How Israeli strikes on aid convoy unfolded
By the time of the World Central Kitchen tragedy, SUVs and trucks bearing the aid organisation’s distinctive logo had become increasingly common in Gaza.
On Tuesday last week (NZ time) three of its vehicles were travelling on the coastal road used as a humanitarian corridor. Two were armoured and bore the frying pan logo on the roof, the group said. A third was an unmodified “soft-skin” vehicle. None of them would return to base. Inside the vehicles were seven of the group’s employees and volunteers, including a Palestinian as well as aid workers from the United States, Britain, Poland, Australia and other countries drawn to the globe’s worst humanitarian crisis.
They were one of the teams forming part of the pop-up maritime supply chain that WCK had constructed, using barges, temporary piers and convoys, to get food from Europe to aid points around Gaza.
The group had just been part of a convoy that unloaded more than 100 tons of aid at a warehouse at Deir al-Balah, according to a WCK statement. Three cars were making a return trip to staging areas near the Egyptian border, heading along Al-Rasheed Rd.
The team had co-ordinated with Israeli military officials and had clearance to drive the route, WCK said. Israel Defence Forces officials said they have been working closely with WCK for months in Gaza
But the route, one of the few lanes of humanitarian aid crossing Gaza, is cited as a “high-risk zone” by the United Nations because of deadly incidents along the way.
The WCK workers wore bulletproof vests within the armoured cars. The group had reportedly complained to the Israeli military days earlier that an IDF sniper had fired into a WCK car, without any of the occupants being struck.
The team was used to dangerous situations. James Henderson, 33, a British volunteer, had been a Special Forces officer. Australian Lalzawmi “Zomi” Frankcom, 43, had previously delivered food from the back of a motorcycle along earthquake-shattered roads in Haiti. She had written that even for her, Gaza was “intense”.

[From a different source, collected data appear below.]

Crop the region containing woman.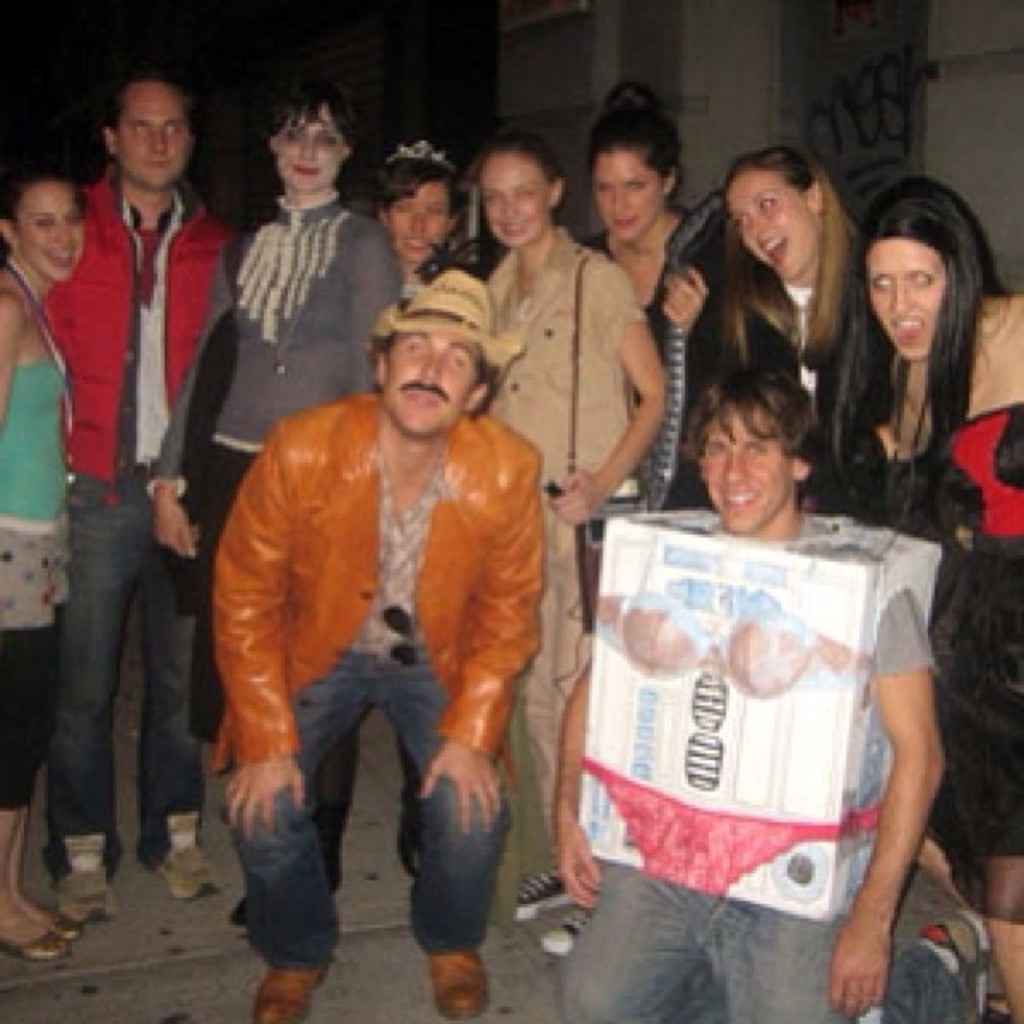
Crop region: [left=0, top=162, right=118, bottom=970].
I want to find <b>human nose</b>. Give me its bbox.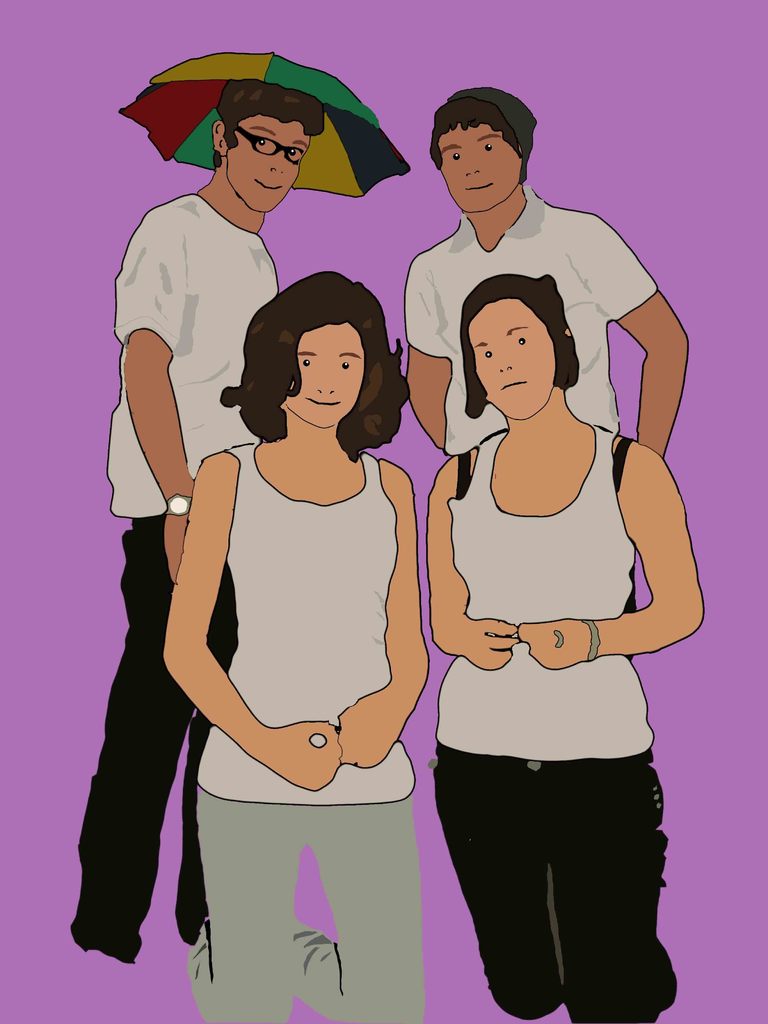
315 371 338 394.
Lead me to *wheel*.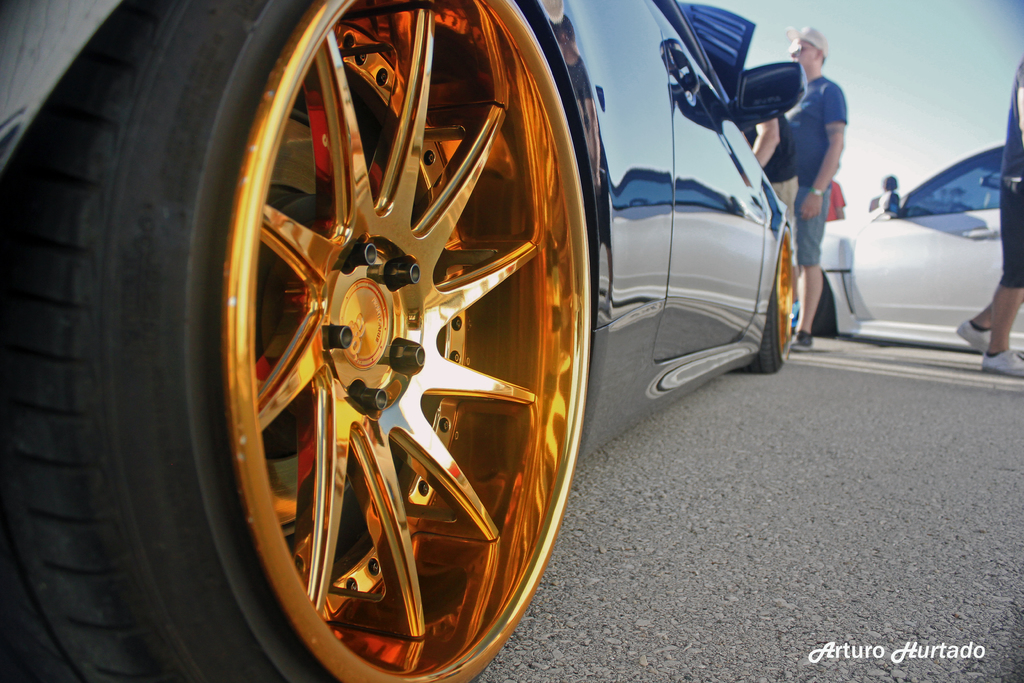
Lead to box=[790, 278, 833, 337].
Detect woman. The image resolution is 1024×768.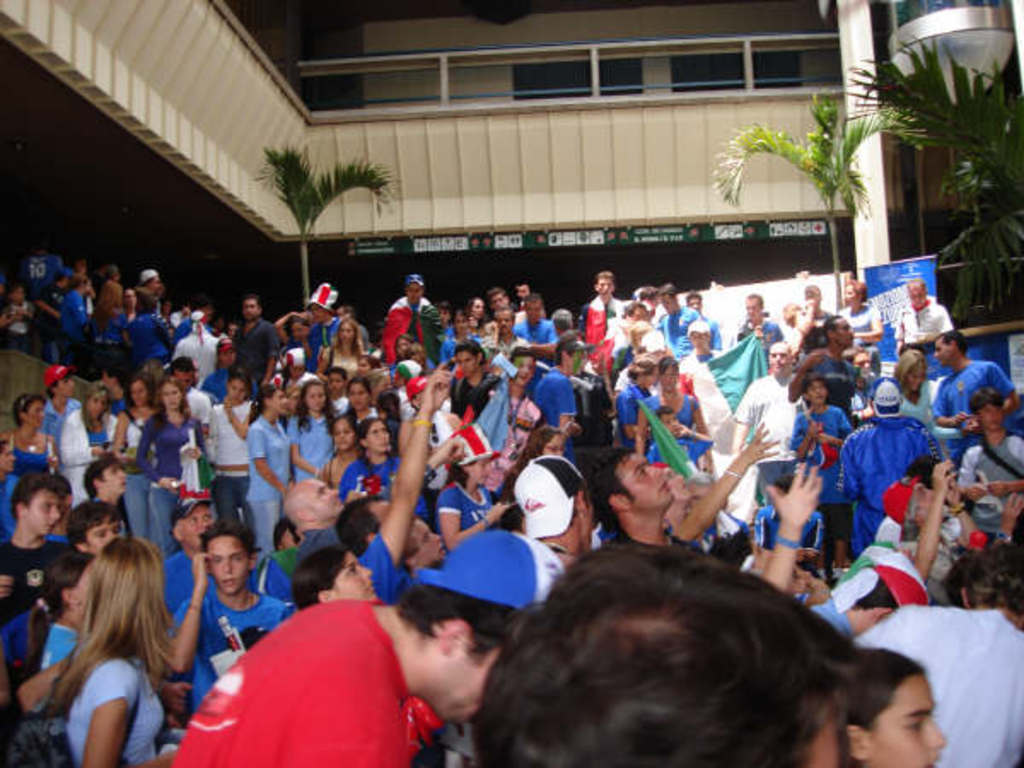
box(340, 413, 425, 514).
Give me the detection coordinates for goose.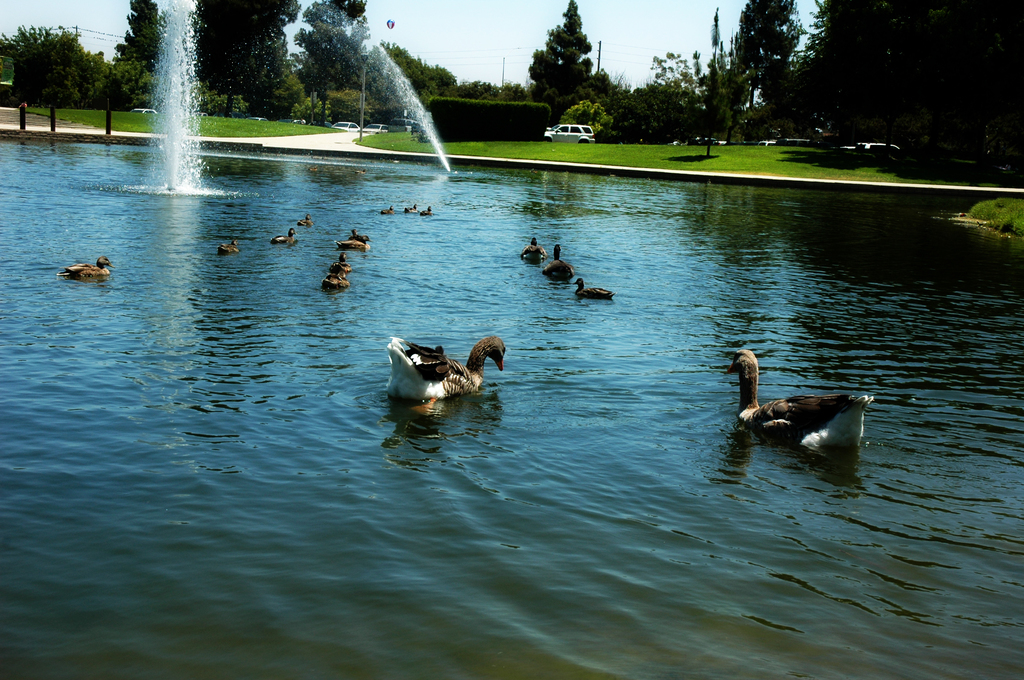
locate(321, 262, 355, 292).
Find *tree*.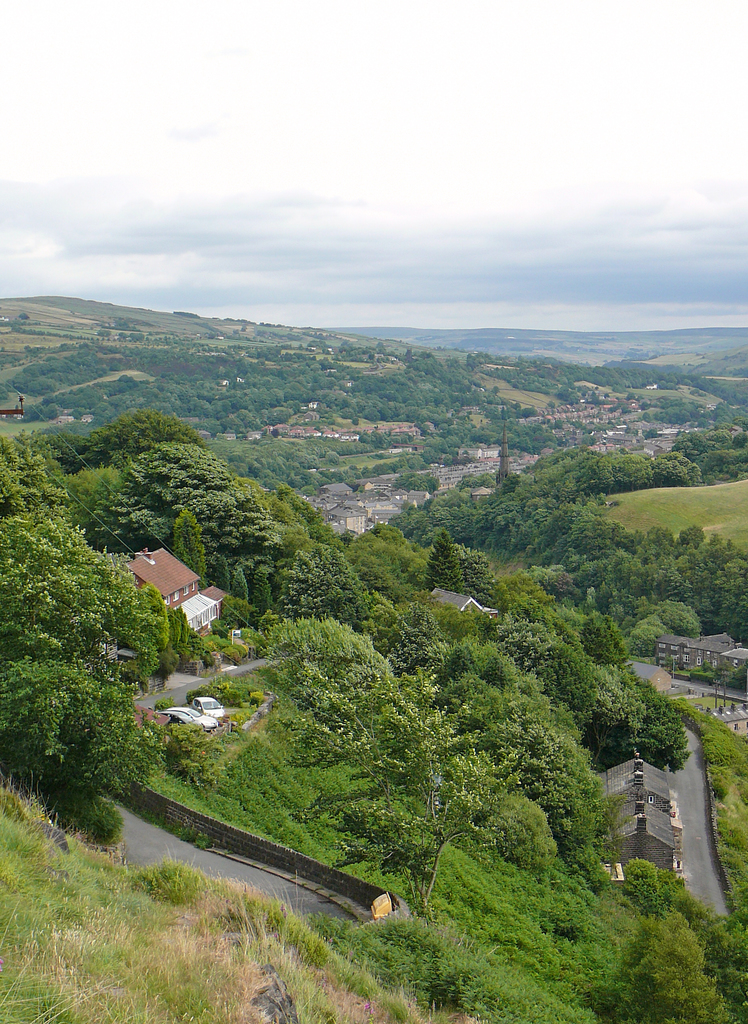
box(22, 344, 32, 358).
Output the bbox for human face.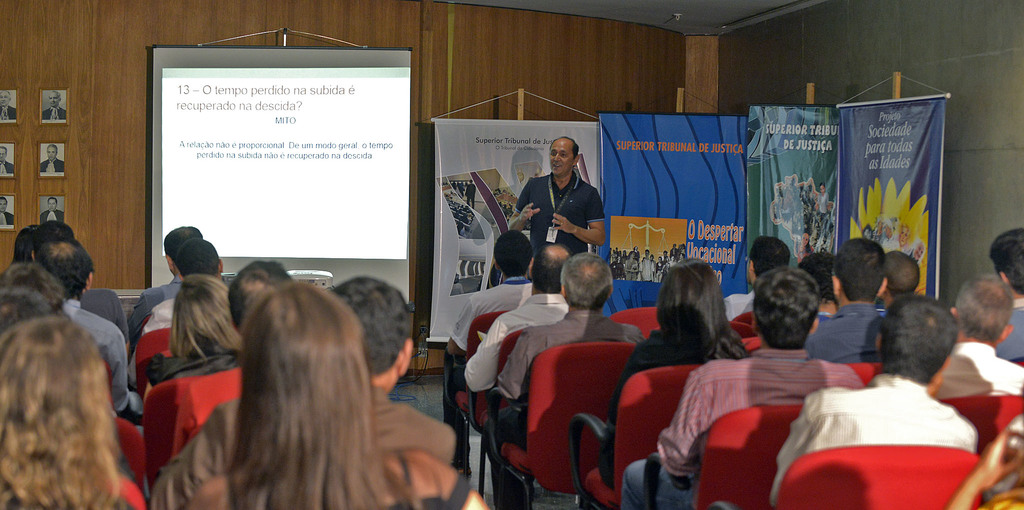
BBox(1, 201, 7, 213).
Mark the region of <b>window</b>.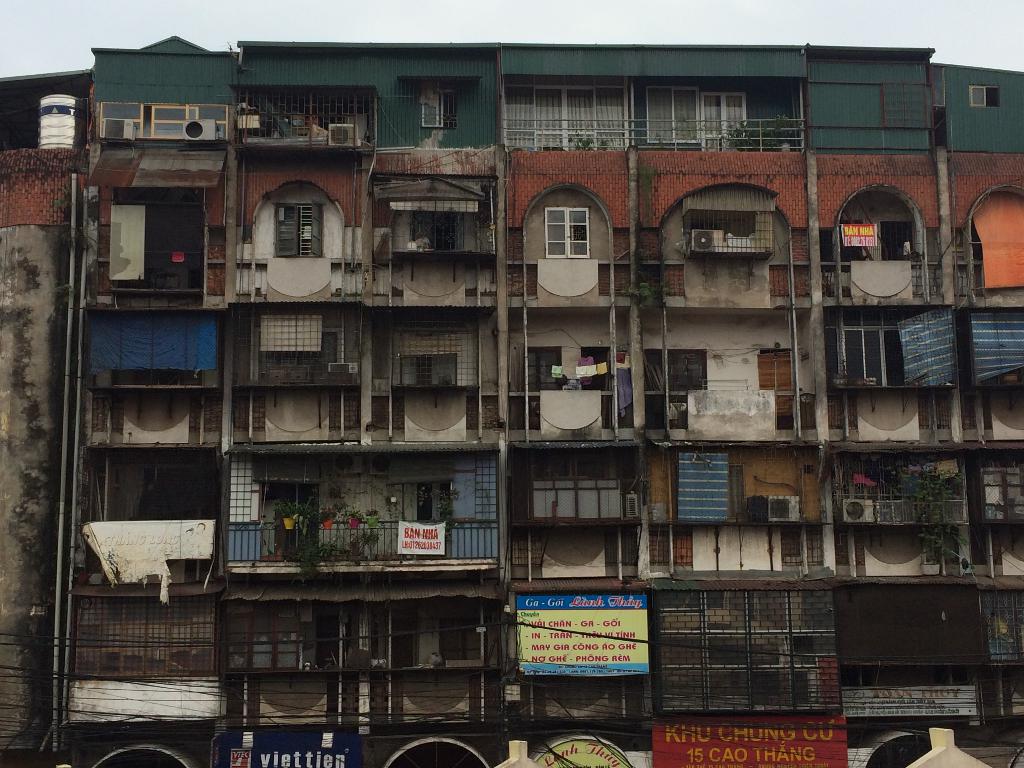
Region: crop(700, 93, 751, 148).
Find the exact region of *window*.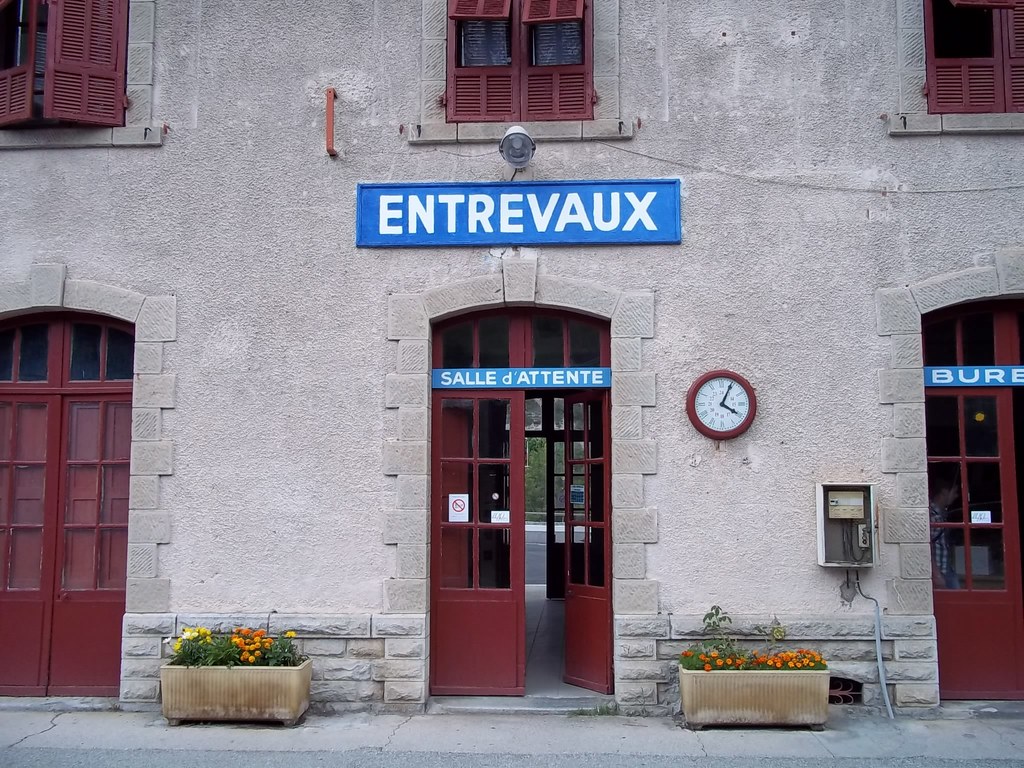
Exact region: x1=0 y1=311 x2=134 y2=385.
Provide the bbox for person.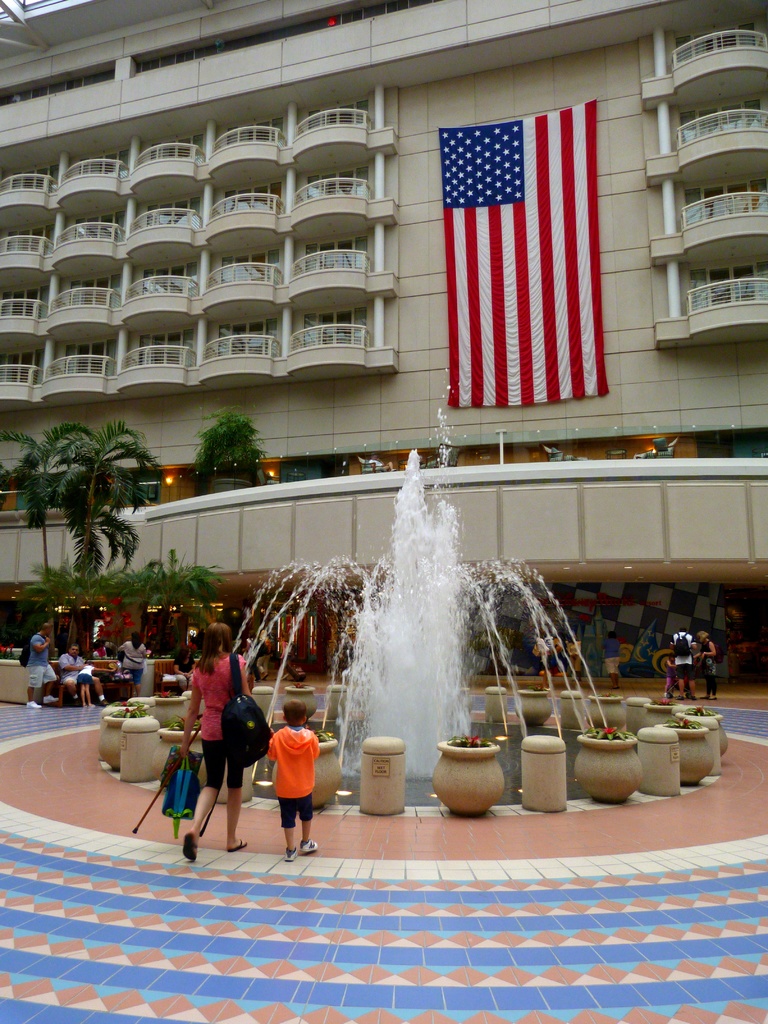
550, 634, 577, 680.
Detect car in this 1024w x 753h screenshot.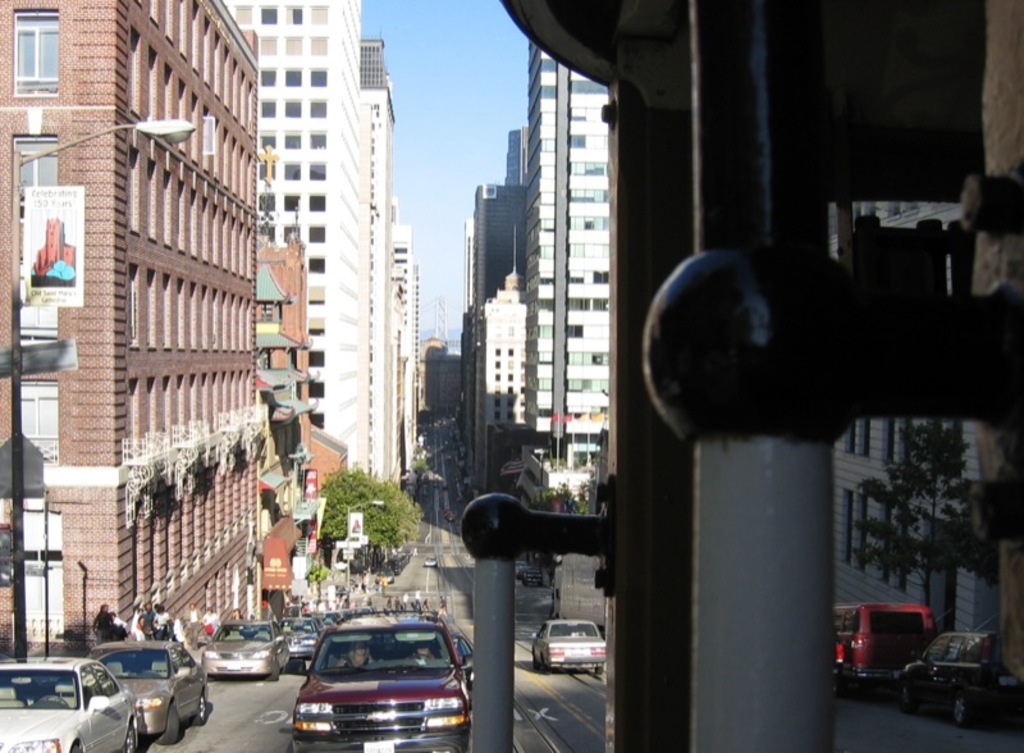
Detection: [x1=424, y1=555, x2=436, y2=569].
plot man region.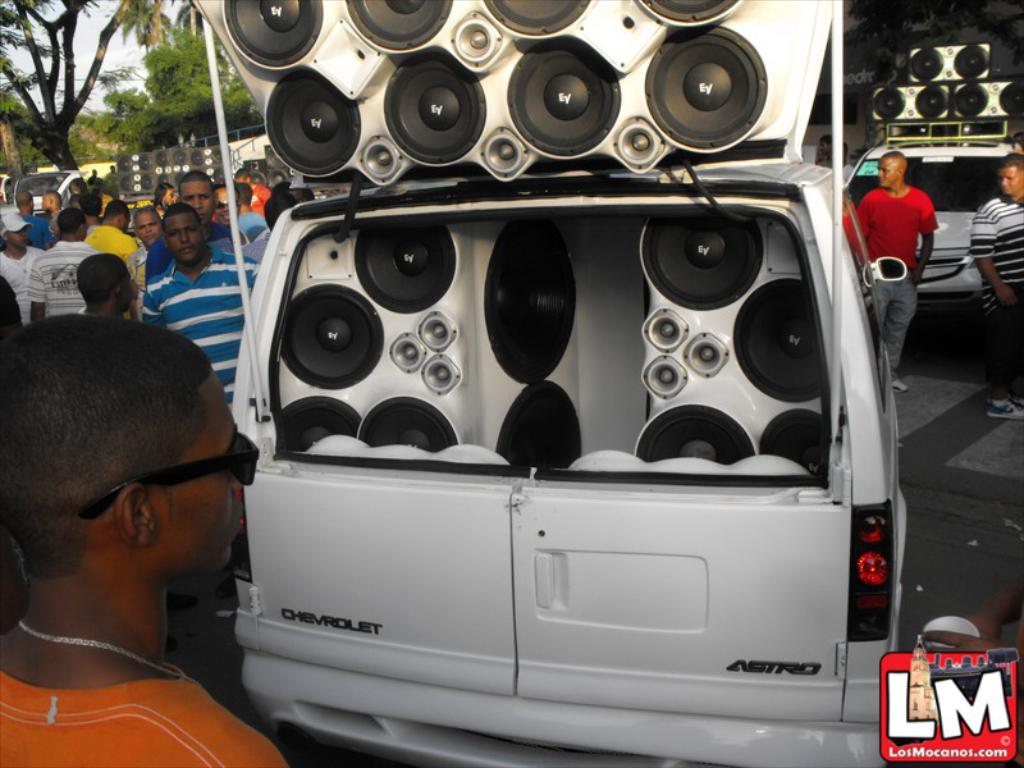
Plotted at crop(856, 154, 943, 398).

“I’m getting used to the drones but the booms still make my tummy go funny,” she recently texted to Josh Phelps, WCK’s former director of relief operations.
Sometime around 10:30pm on Monday (local time), a 29-year-old volunteer with the Palestine Red Crescent who was on duty not far from Al-Rasheed Rd heard an explosion. A few minutes later, his crew got a call about airstrikes on vehicles.
The man, who spoke on the condition of anonymity due to security concerns, provided a video that he took of the scene shortly after, showing technicians arriving at a white Toyota stalled in the roadway.
“They are foreigners,” one technician says, looking at the bloodied interior. “Why were they struck?” another asks. “I have no idea why they were stuck. How would I know?”
Shortly after, the crew pulls out the badly damaged first body, a man still wearing his bulletproof vest.
Other crews responded to two other vehicles that had been hit along the same stretch of road, the man said.
Imagery of the aftermath reviewed and geolocated by The Washingon Post shows that all of the vehicles were destroyed within 2.5km of each other, suggesting that some had a chance to keep driving after the attack began.
One vehicle was off to the side of the road. The hood was largely disintegrated, the windows blown out and the doors blackened.
A second vehicle, a Toyota, was in the middle of the road 800m to the south, the hole punched through its roof spanning nearly half of its width.
A third vehicle was found 1.6km farther along. It was sideways along the road, much of the metal of the vehicle’s body frayed.
Videos showed some bodies that were damaged beyond recognition. Others were clearly identified by the passport photos open on their vests. Palestinian driver Seif Issam Abu Taha was still in his WCK T-shirt.
Chris Cobb-Smith, a former artillery officer in the British army, said that the “small, confined detonation” suggested the vehicles were struck with a drone-fired missile that is “very accurate with significant penetrating power”.
The IDF declined to comment on reports in Israeli media that its forces had been targeting a possible militant who the Israelis believed may have been in the company of the convoy at some point during the day.